Daniel Moerner

Is Communication within the Youtube Apparatus Meaningless?

Over the past day there has been discussion of a provocative essay by Kevin Munger, in the belly of the MrBeast, which builds on his recent book The YouTube Apparatus. I want to applaud the author for publishing this under CC-BY-NC 4.0, since otherwise I wouldn’t be able to read it.

Central to both essay and book is the thesis that there is something meaningless about YouTube. As the book puts it, “This is what I mean by nihilism: Communication within the YouTube Apparatus has no meaning.” As summarized in the essay:

As I argued in the conclusion of The YouTube Apparatus, “Communication within the YouTube Apparatus has no meaning.” The rapid feedback loop between creators and audiences (as constructed by platform metrics) means that the system more and more responds to itself. Rather than trying to go somewhere (as is the case with political ideology), the creator seeks simply intensification, to draw more and more of the world into his whirlpool of content.

However, this thesis is conceptually confused. If something has no meaning, then it cannot be recognized as communication. The two go hand in hand. To think otherwise is what philosophers like Jim Conant call an “irresolute” conception of nonsense: On which supposedly meaningless utterances are simultaneously meaningless, but also communicative, purposeful, and responsive. However, this just does not make sense on reflection: Although understanding admits of degrees, if something has no meaning, this is an absolute.

Moreover, I could not find a clear argument for this claim in The YouTube Apparatus. In Chapter 11, Munger states:

When the YouTuber uploads their video, whatever originality, creativity or meaning they intended to communicate is reduced to the public audience measures that the platform appends to the video.

However, this premise does not entail that such communication has no meaning. To say that the meaning they intended to communicate is reduced to something else (rather than eliminated) is to say that there is still a meaning, it’s just transformed by an audience and medium. In my opinion, this is one of the most wonderful things about meaning: It’s a social phenomenon, controlled by no single dictatorial authority.

I think that what Munger really means to assert is a two part thesis: (a) meaning within YouTube is context-sensitive, and (b) the YouTube context is suspect under some sort of evaluative framework. But this is not the same as saying it has no meaning at all.

Unfortunately, these kinds of confusion seem to pervade the essay. Consider Munger’s analysis of a recent MrBeast onboarding guide:

Your goal here is to make the best YOUTUBE videos possible. That’s the number one goal of this production company. It’s not to make the best produced videos. Not to make the funniest videos. Not to make the best looking videos. Not the highest quality videos.. It’s to make the best YOUTUBE videos possible.

This is MrBeast’s thesis. The medium is the message. The content only makes sense within the context of the platform. Aesthetic evaluations of the content are simply a category error. Beauty, here, is harmony between the content, the platform architecture, and viewer preferences.

It does not follow from the quote that “Aesthetic evaluations of the content are simply a category error”. The original quote only states that evaluations of the content must be context-sensitive. It’s just that aesthetic evaluations of the content, funniness, and quality must be relative to a specific context.

Munger has done essential work to articulate the form of the YouTube context, or apparatus as he calls it. But I believe the next step is to determine the dimensions under which we can evaluate this context, rather than taking it to be a land entirely devoid of meaning or aesthetic value.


What is expected: Everything in the entries except the pictures must be duplicated exactly.

Records:

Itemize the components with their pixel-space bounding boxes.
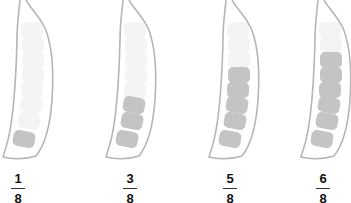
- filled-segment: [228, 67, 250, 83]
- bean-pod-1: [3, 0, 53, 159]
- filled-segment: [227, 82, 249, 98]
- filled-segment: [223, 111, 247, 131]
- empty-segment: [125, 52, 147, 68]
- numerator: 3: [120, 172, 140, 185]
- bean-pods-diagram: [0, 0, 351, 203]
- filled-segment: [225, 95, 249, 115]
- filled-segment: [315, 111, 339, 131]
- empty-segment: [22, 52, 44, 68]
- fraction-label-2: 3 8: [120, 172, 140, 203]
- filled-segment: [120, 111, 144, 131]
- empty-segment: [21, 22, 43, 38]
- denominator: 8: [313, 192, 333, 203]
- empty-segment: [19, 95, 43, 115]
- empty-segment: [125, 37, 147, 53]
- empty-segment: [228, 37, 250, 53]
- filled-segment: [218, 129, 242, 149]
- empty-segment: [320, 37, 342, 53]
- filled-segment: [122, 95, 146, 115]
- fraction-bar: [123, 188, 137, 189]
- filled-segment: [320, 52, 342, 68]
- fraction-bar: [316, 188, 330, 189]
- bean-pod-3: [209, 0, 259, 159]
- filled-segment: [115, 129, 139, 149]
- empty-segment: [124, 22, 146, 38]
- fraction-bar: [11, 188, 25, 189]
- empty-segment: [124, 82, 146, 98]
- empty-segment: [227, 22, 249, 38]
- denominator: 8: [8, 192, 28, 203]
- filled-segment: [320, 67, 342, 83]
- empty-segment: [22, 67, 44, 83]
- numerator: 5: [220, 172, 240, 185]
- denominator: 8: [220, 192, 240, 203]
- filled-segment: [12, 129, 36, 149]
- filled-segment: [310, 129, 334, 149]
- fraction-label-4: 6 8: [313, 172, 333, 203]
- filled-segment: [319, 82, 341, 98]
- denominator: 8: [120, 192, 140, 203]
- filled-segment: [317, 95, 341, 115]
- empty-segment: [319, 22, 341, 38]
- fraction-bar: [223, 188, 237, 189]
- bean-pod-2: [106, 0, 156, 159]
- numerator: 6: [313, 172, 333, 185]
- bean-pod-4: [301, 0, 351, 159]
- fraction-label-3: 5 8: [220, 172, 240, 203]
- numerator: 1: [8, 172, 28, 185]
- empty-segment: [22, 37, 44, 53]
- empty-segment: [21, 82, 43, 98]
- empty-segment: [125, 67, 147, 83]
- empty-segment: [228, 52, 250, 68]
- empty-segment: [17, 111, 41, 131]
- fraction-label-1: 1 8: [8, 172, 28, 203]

Response area:
Itemize the components with their pixel-space bounding boxes.
- filled-segment: [228, 67, 250, 83]
- bean-pod-1: [3, 0, 53, 159]
- filled-segment: [227, 82, 249, 98]
- filled-segment: [223, 111, 247, 131]
- empty-segment: [125, 52, 147, 68]
- numerator: 3: [120, 172, 140, 185]
- bean-pods-diagram: [0, 0, 351, 203]
- filled-segment: [225, 95, 249, 115]
- filled-segment: [315, 111, 339, 131]
- empty-segment: [22, 52, 44, 68]
- fraction-label-2: 3 8: [120, 172, 140, 203]
- filled-segment: [120, 111, 144, 131]
- empty-segment: [21, 22, 43, 38]
- denominator: 8: [313, 192, 333, 203]
- empty-segment: [19, 95, 43, 115]
- empty-segment: [125, 37, 147, 53]
- empty-segment: [228, 37, 250, 53]
- filled-segment: [218, 129, 242, 149]
- empty-segment: [320, 37, 342, 53]
- filled-segment: [122, 95, 146, 115]
- fraction-bar: [123, 188, 137, 189]
- filled-segment: [320, 52, 342, 68]
- fraction-bar: [316, 188, 330, 189]
- bean-pod-3: [209, 0, 259, 159]
- filled-segment: [115, 129, 139, 149]
- empty-segment: [124, 22, 146, 38]
- fraction-bar: [11, 188, 25, 189]
- empty-segment: [124, 82, 146, 98]
- empty-segment: [227, 22, 249, 38]
- denominator: 8: [8, 192, 28, 203]
- filled-segment: [320, 67, 342, 83]
- empty-segment: [22, 67, 44, 83]
- numerator: 5: [220, 172, 240, 185]
- denominator: 8: [220, 192, 240, 203]
- filled-segment: [12, 129, 36, 149]
- filled-segment: [310, 129, 334, 149]
- fraction-label-4: 6 8: [313, 172, 333, 203]
- filled-segment: [319, 82, 341, 98]
- denominator: 8: [120, 192, 140, 203]
- filled-segment: [317, 95, 341, 115]
- empty-segment: [319, 22, 341, 38]
- fraction-bar: [223, 188, 237, 189]
- bean-pod-2: [106, 0, 156, 159]
- numerator: 6: [313, 172, 333, 185]
- bean-pod-4: [301, 0, 351, 159]
- fraction-label-3: 5 8: [220, 172, 240, 203]
- numerator: 1: [8, 172, 28, 185]
- empty-segment: [22, 37, 44, 53]
- empty-segment: [21, 82, 43, 98]
- empty-segment: [125, 67, 147, 83]
- empty-segment: [228, 52, 250, 68]
- empty-segment: [17, 111, 41, 131]
- fraction-label-1: 1 8: [8, 172, 28, 203]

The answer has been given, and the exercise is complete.